What happens when you increase the degree on the same mesh?
How can you tell that these approximations are not obtained by the canonical finite element interpolation?
One way to improve the approximation is by increasing the degree. Another way is to make the mesh finer, as we see now.
1.5. The lowest order case#
Partition the interval \([0, 1]\) using a uniform mesh \(\{ x_i = i h: i=0, \ldots, N \}\) of \(N+1\) points, where the mesh size is \(h = 1/N\) and set
This vector space is called the lowest order Lagrange finite element space in the one-dimensional domain \([0,1]\). With \(N\) as a variable to adjust, let us make this space in ngsolve:
N = 5
mesh = Make1DMesh(N)
Vh1 = H1(mesh, order=1)
Vh1.ndof
6
From ndof
outputs, we gather that the dimension of this space made using \(N\) elements appears to be equal to \(N+1\). Think about how to prove this.
v = GridFunction(Vh1)
v.Set(sin(5*x))
plot1D(sin(5*x), mesh, style=':b')
plot1D(v, mesh, 'k')

Question for discussion
Does the approximation appear to improve as \(h \to 0\) or \(N \to \infty\)?
for i in range(N+1):
v.vec[:] = 0
v.vec[i] = 1
plot1D(v, mesh, style=colors[i], title='Global shape functions $\\Theta_i$')
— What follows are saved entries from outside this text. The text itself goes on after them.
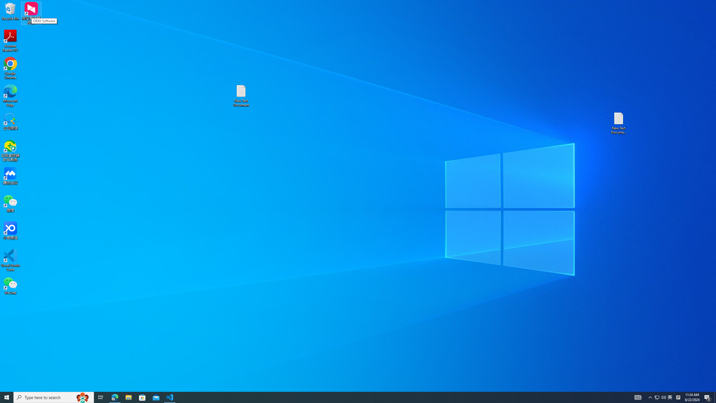 Image resolution: width=716 pixels, height=403 pixels. I want to click on Q2790: 100%, so click(348, 397). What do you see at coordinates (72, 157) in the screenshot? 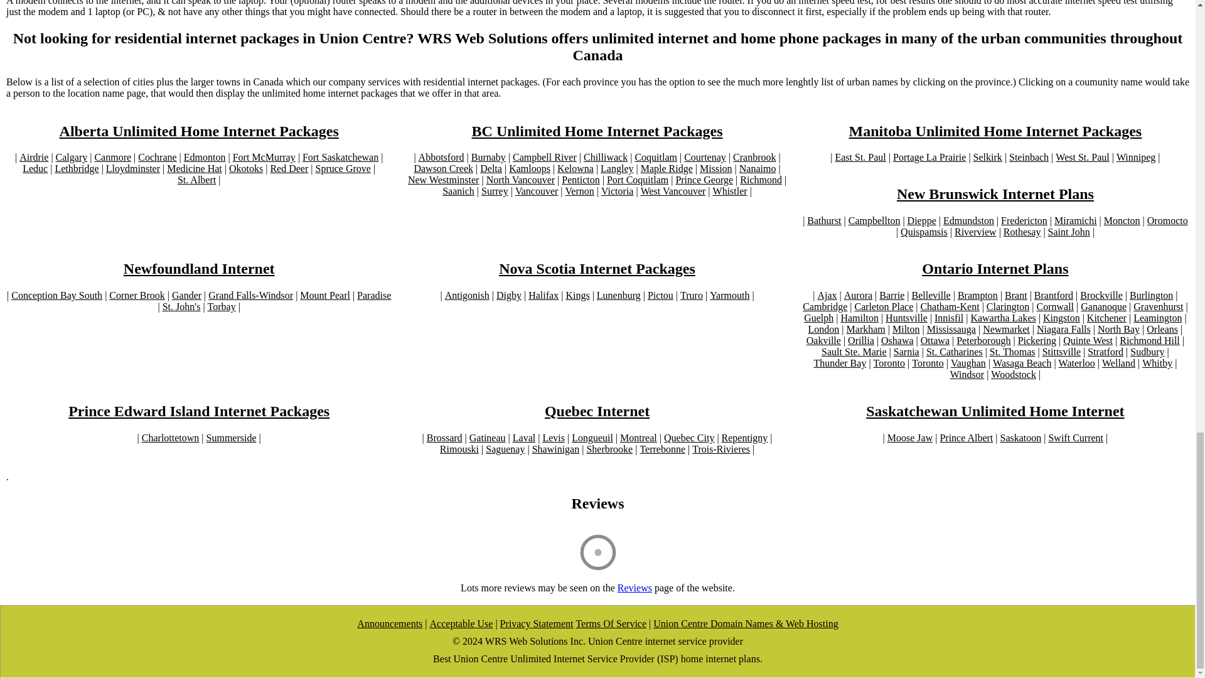
I see `Calgary` at bounding box center [72, 157].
These functions \(\Theta_i \in V_{h1}\) with the property
at every mesh point \(x_j\) are often called hat functions colloquially. Note that although the statement \(\Theta_i(x_j) = \delta_{ij}\) only gives the values of \(\Theta_i\) at the mesh vertices \(x_j\), that is enough to determine the function \(\Theta_i\) everywhere, since it is linear in between the mesh points.
Questions for discussion
Are \(\Theta_i\) linearly independent functions?
What type of an object is
sin(x)
in the python code?Can you try other function expressions?
Please review NGSolve i-Tutorial 1.2 to learn more about CoefficientFunction
objects.
1.6. Summary#
We have seen
the Lagrange and discontinuous Galerkin (DG) spaces in 1D,
meshes of one-dimensional domains,
evaluating finite element functions at points within an element,
plotting 1D finite element functions using matplotlib,
how functions in the spaces are captured by finite arrays,
local degrees of freedom and coupling degrees of freedom,
fusing local degrees of freedom to global ones,
the Oswald approximation,
global shape functions,
type of mathematical expressions in ngsolve.